Urge Congress to Reset the IMPACT Act, Use Relevant Data to Inform Post-Acute Care Payment Policy

This post has been archived and contains information that may be out of date.

Action Needed:

Contact your congressional representative and ask them to cosponsor The Resetting the IMPACT Act (TRIA) of 2021, H.R. 2455. To find your representative’s contact information, visit www.house.gov/representatives/find.

To cosponsor the bill your representative should contact the sponsors’ offices. In Rep. Terri Sewell’s (D-AL) office, they should email Earl Flood (Earl.Flood@mail.house.gov); in Rep. Vern Buchanan’s (R-FL) office, they should email Don Green (Don.Green@mail.house.gov).

To assist with key messaging about the Act, CHA’s letter to Congress may be used as a template and personalized with details about your hospital and community.

Timing:

Contact your representative within the next month.

Background:

TRIA seeks to update the Improving Medicare Post-Acute Care Transformation (IMPACT) Act of 2014 by requiring the use of more recent, relevant data. CHA supports these updates because the collection of timely and accurate data is critical to informing the development of future payment policy that will support timely access to medically necessary post-acute medical and rehabilitative care.

The IMPACT Act requires the development and implementation of standardized patient assessment and quality reporting measures in the four major post-acute care settings — long-term care hospitals, inpatient rehabilitation facilities, skilled-nursing facilities, and home health agencies — to be used for quality, payment, discharge planning, and other purposes. It also requires that the Medicare Payment Advisory Commission use data collected from those settings to research and model a unified post-acute care prospective payment system.

Post-acute care providers at all levels have, in recent years, experienced comprehensive changes in payment systems and setting-specific regulations. Additionally, the current public health emergency has significantly impacted many aspects of provider operations. As a result, data collected before the comprehensive changes and during the pandemic do not reflect the current configuration of PAC services and patient characteristics.    

TRIA would require the exclusion of data collected prior to the recent post-acute care payment systems’ reforms, as well as during the COVID-19 pandemic. More information is available in a Dear Colleague Letter.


** ABOUT THIS EXERCISE **
When a line in the records contains the string "figure", copy that line.

Data excerpts
==*==

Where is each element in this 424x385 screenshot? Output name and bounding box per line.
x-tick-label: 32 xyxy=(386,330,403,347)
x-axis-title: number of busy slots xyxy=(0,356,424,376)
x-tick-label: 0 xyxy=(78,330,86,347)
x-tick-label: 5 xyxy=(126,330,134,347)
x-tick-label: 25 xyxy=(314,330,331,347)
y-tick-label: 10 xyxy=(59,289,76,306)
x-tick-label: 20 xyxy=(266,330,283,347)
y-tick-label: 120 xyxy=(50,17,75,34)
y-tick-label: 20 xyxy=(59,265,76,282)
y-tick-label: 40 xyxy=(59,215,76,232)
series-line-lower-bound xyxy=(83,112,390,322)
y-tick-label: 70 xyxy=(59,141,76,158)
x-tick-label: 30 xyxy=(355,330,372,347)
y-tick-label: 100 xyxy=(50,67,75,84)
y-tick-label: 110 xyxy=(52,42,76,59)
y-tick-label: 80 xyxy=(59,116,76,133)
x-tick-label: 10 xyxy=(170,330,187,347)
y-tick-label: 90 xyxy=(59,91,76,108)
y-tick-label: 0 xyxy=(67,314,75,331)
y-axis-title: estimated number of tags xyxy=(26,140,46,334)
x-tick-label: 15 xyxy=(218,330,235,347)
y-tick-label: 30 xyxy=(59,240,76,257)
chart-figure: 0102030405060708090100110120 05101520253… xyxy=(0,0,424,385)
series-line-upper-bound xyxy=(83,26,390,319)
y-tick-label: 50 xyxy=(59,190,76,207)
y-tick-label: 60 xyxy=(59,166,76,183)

==*==

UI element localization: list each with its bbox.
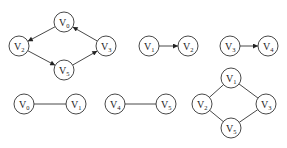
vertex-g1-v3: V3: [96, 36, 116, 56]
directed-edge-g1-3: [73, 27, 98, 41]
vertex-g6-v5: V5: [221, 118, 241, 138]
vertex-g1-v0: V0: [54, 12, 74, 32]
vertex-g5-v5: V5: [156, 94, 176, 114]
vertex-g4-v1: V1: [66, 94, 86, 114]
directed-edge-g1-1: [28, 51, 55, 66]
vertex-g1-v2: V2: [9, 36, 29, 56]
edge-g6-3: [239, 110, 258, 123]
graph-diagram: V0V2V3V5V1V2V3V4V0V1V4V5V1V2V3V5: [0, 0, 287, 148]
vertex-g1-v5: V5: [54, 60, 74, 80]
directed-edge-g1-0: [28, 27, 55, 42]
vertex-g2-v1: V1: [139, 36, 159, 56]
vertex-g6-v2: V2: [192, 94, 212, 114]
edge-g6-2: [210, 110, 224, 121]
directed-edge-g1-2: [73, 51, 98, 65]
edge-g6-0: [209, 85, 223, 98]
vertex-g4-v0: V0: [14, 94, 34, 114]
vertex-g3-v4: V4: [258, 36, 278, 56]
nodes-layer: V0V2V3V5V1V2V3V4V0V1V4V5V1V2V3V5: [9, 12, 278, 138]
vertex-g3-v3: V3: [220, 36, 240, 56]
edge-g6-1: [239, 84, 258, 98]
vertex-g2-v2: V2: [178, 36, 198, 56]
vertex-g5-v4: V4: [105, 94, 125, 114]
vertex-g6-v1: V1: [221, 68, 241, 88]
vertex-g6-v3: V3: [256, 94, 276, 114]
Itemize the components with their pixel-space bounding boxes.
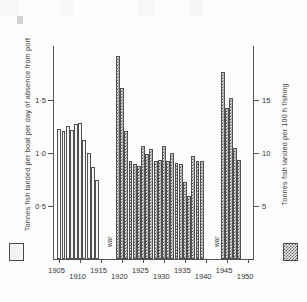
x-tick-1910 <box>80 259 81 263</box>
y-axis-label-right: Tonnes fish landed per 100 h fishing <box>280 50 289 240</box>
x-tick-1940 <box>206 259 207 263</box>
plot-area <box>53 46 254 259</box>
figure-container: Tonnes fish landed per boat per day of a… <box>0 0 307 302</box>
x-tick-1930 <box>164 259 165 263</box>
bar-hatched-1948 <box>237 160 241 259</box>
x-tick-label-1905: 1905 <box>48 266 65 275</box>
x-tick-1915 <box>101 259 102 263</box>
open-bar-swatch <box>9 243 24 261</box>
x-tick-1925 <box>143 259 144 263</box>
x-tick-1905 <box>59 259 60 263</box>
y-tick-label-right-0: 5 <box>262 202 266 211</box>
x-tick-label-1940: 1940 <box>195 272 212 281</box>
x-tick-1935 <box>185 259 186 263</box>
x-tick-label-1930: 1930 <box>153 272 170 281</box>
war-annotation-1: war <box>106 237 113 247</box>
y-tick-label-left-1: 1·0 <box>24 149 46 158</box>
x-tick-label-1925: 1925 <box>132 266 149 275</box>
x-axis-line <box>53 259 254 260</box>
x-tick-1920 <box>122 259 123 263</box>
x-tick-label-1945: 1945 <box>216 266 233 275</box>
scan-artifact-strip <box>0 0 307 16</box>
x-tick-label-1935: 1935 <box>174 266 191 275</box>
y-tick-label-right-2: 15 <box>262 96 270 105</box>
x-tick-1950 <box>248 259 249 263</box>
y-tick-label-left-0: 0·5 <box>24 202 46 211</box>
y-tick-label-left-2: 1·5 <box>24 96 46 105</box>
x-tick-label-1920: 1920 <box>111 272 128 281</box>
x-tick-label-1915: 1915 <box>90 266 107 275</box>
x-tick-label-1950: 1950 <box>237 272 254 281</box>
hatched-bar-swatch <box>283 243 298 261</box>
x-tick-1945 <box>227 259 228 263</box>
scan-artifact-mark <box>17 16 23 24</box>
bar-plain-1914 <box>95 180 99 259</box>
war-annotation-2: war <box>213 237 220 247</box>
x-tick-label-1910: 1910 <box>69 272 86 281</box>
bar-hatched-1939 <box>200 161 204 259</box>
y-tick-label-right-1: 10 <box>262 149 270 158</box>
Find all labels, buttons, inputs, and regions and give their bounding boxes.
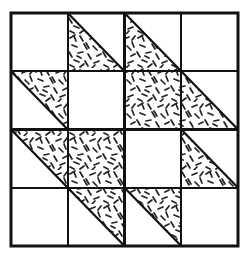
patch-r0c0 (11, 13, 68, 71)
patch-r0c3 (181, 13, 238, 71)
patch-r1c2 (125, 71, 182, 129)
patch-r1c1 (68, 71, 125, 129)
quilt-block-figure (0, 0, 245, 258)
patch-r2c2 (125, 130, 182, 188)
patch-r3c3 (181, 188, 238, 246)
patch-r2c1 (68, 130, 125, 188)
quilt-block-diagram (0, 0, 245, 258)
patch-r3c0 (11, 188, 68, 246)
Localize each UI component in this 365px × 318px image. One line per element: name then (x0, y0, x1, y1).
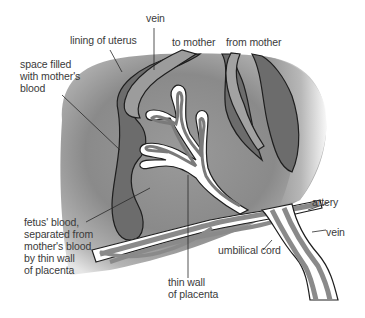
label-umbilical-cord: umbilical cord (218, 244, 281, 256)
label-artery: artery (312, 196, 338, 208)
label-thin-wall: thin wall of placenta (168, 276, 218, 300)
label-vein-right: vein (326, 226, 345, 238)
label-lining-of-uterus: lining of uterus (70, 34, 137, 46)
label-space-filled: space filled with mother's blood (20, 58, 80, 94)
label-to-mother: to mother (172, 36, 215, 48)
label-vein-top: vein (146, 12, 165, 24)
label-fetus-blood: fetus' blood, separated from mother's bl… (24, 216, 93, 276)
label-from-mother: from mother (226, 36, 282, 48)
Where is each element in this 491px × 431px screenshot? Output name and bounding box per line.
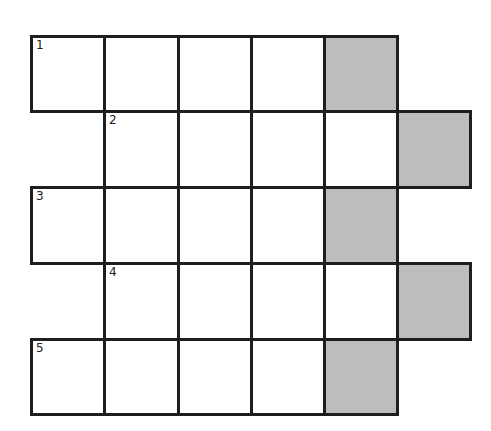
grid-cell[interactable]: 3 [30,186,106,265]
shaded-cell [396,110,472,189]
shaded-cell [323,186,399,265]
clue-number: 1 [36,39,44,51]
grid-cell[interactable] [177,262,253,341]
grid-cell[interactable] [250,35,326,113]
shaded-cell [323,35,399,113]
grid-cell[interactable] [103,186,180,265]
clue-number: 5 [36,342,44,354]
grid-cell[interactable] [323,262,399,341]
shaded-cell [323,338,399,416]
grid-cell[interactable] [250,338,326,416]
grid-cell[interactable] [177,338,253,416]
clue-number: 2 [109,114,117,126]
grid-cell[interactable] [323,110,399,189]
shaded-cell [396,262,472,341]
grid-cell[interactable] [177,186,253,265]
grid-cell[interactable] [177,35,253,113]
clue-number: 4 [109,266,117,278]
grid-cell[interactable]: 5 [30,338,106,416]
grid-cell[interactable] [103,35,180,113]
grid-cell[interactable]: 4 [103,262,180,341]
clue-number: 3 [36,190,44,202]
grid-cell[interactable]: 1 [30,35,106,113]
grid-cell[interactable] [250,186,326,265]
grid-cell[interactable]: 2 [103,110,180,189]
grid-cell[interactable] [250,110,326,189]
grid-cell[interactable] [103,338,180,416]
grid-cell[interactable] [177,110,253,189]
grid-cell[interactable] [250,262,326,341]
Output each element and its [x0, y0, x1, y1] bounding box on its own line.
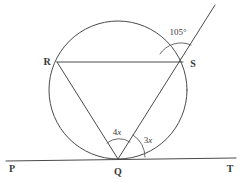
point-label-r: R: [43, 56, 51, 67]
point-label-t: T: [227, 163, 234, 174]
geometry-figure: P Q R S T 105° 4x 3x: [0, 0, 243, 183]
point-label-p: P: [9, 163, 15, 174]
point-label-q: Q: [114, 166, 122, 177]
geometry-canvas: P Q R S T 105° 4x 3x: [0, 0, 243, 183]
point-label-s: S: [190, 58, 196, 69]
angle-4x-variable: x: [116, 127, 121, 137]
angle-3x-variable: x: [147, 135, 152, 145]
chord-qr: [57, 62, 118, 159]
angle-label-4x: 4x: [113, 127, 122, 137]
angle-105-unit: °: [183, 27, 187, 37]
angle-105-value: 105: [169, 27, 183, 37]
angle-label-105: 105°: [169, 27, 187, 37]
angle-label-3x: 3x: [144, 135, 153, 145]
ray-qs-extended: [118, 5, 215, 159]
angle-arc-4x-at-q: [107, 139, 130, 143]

==*==

** REPLY TO THE TASK **
chart-figure: 0102030405060708090100110120 05101520253… xyxy=(0,0,424,385)
figure-container: Tonnes fish landed per boat per day of a… <box>0 0 307 302</box>
quilt-block-figure (0, 0, 245, 258)
geometry-figure: P Q R S T 105° 4x 3x: [0, 0, 243, 183]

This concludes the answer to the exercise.